Moonlight had a decent run at various UK festivals and its rights were ultimately acquired by Altitude, who intend to release it more widely in the UK for a BAFTA push in February. The film was written and directed by Barry Jenkins, based on Tarell Alvin McCraney’s play, In Moonlight Black Boys Look Blue. It comprises three chapters in the life of Chiron, a withdrawn child with an emotionally abusive mother, who struggles to come to terms with his identity and sexuality. Three different actors (Alex Hibbert, Ashton Sanders and Trevante Rhodes) play Chiron at different stages of his life, opposite his friend Kevin (Jaden Piner, Jharrel Jerome and Andre Holland). Mahershala Ali plays Juan, a drug dealer who befriends and protects Chiron; Naomie Harris plays Chiron’s mother, somehow filming her entire part in three days during the Spectre press tour; and Janelle Monae plays Juan’s girlfriend Teresa, who supports Chiron where his mother can’t.

Moonlight movie

By this point in a top ten I’ve used most of the superlatives I can remember but it’s hard to put into words what a beautiful and unique film Moonlight is. It feels intensely personal – the director tried to use locations from his own life, and the dialogue and lack thereof in parts is devastating in its understatement at times. But at the same time, for a film derived very obviously from a play, it’s gorgeously cinematic; DP James Laxton shot in widescreen CinemaScope and worked with a colourist, Alex Bickel, in order to give each chapter a different visual asthetic, imitating classic film stocks from Fuji, Afga and Kodak. It shimmers.

Jenkins also made sure the actors playing Chiron never met, to make sure they took their cues from the script and director, rather than imitating each other. It has the effect of creating three fully-formed characters who stand on their own, yet are quite clearly drawn from the same well. Nominations and wins are rolling in the cast, with Ali and Harris particularly favoured in the early running, but the whole film rests on the delicate (and later hulking) shoulders of Chiron’s actors, and they are all magnificent. There just aren’t cinematic archetypes to follow for these roles, and the cast and director’s faith in each other is rewarded with astonishing performances.
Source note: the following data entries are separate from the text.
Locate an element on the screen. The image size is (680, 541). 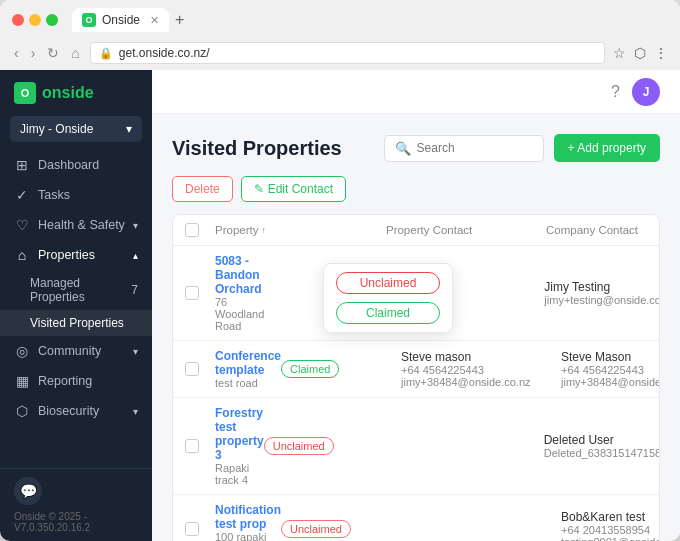
main-header: ? J is located at coordinates (416, 92).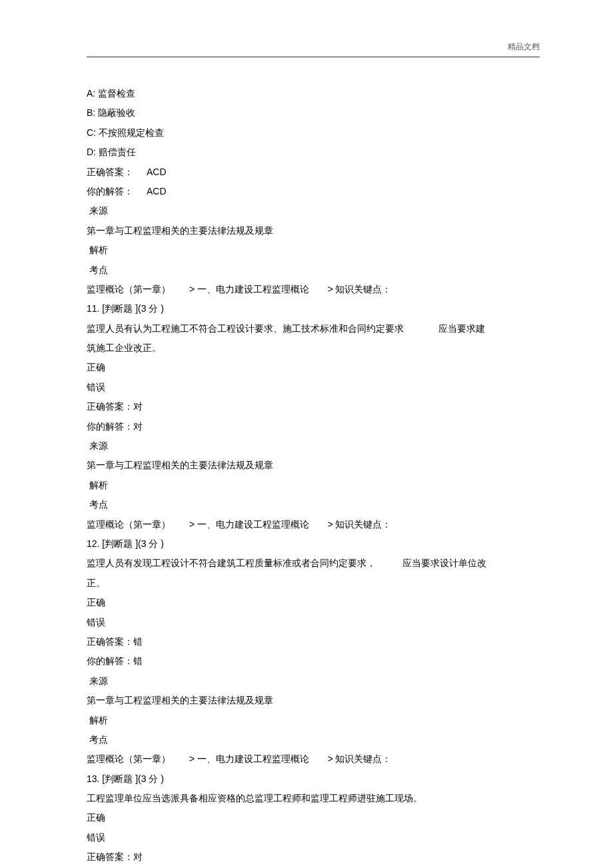  What do you see at coordinates (313, 57) in the screenshot?
I see `header-rule` at bounding box center [313, 57].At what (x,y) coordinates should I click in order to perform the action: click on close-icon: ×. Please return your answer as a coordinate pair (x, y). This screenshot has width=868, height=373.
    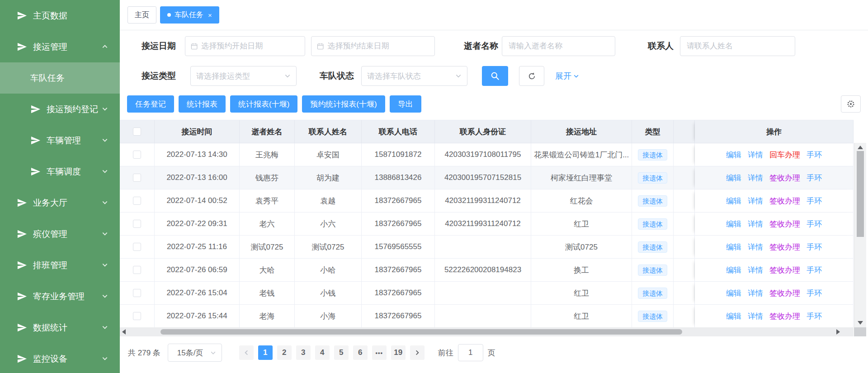
    Looking at the image, I should click on (210, 15).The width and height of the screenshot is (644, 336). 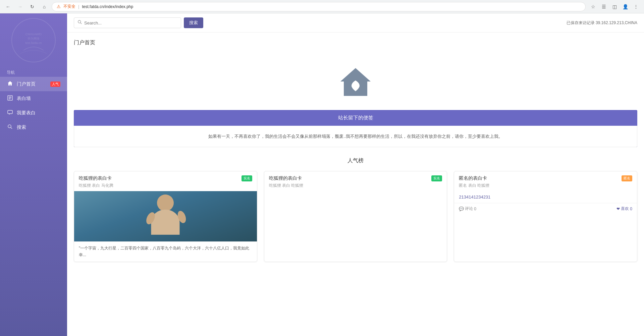 I want to click on header-bar: 搜索 已保存来访记录 39.162.129.213,CHINA, so click(x=356, y=23).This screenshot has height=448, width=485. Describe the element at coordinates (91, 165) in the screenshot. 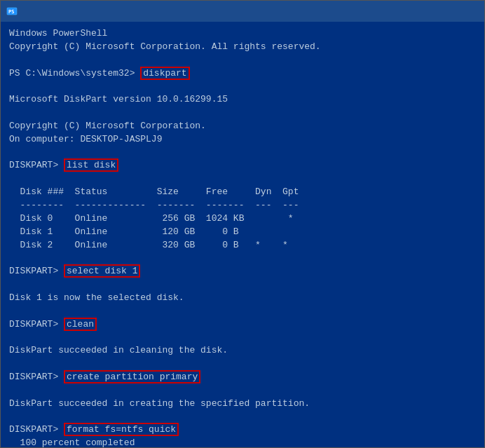

I see `command-text: list disk` at that location.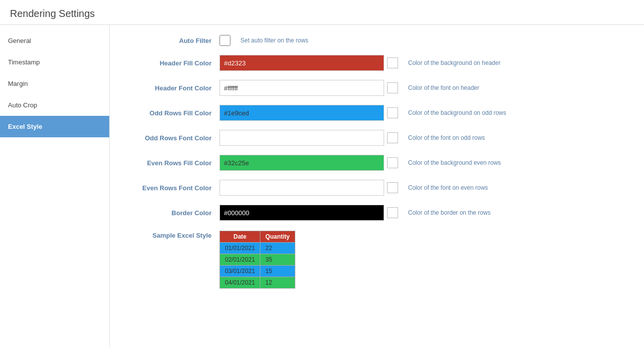 The image size is (644, 350). Describe the element at coordinates (377, 88) in the screenshot. I see `header-font-color-row: Header Font Color Color of the font on h…` at that location.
Brokeback Mountain made waves when it won a Best Director Oscar for Ang Lee, as the industry wasn’t sure if it was ready for a gay western. I wasn’t particularly reserved in my criticisms of the Hollywood establishment’s bare-faced lack of diversity when last year’s Oscar nominations came out; perhaps the fact that one of this year’s awards front-runners is a gay coming-of-age drama with an entirely black cast and creative team is a sign that a corner has been turned. The very fact that such a film still raises eyebrows suggests not. A film like this shouldn’t be so hard to get made, and so late in arriving, but arrived it has. Gorgeous to look at, spellbindingly acted, heartbreaking and uplifting, Moonlight is the best film I saw this year.

… and the worst?

Suicide Squad

2016 was not a banner year for blockbusters. Batman vs Superman: Dawn of Justice was confused and confusing; Gods of Egypt was head-bangingly terrible; the Jason Bourne revival seemed to be a waste of everyone’s time. But without a doubt, the most inexcusable turkey of 2016 was Suicide Squad. The DC cinematic universe got off to a terribly self-important start and it was generally agreed that it needed more levity to compete with Marvel’s team of hit-makers. Why, then, bring in David Ayer, famed comedy director of such military and gun fetishisation flicks End of Watch and Fury? Not to mention an inability to deal with female characters that rivals master of the art Aaron Sorkin. Add to the mix charisma-vacuums Jai Courtney and Joel Kinnaman and you’ve got a project that seems, well, suicidal. Ayer had six weeks to write the script to meet production deadlines and it shows; what little plot there is makes little sense and is a boring retread of a bunch of other films in any case. Jared Leto’s joker was hyped into oblivion and left largely on the cutting room floor, which was probably a blessing as he’s almost as annoying as Jesse Eisenberg’s Lex Luthor in Batman vs Superman. DC are going to have to spend an awful lot of money and an awful lot of our time to dig themselves out of this hole. I’m not sure it’ll be worth it.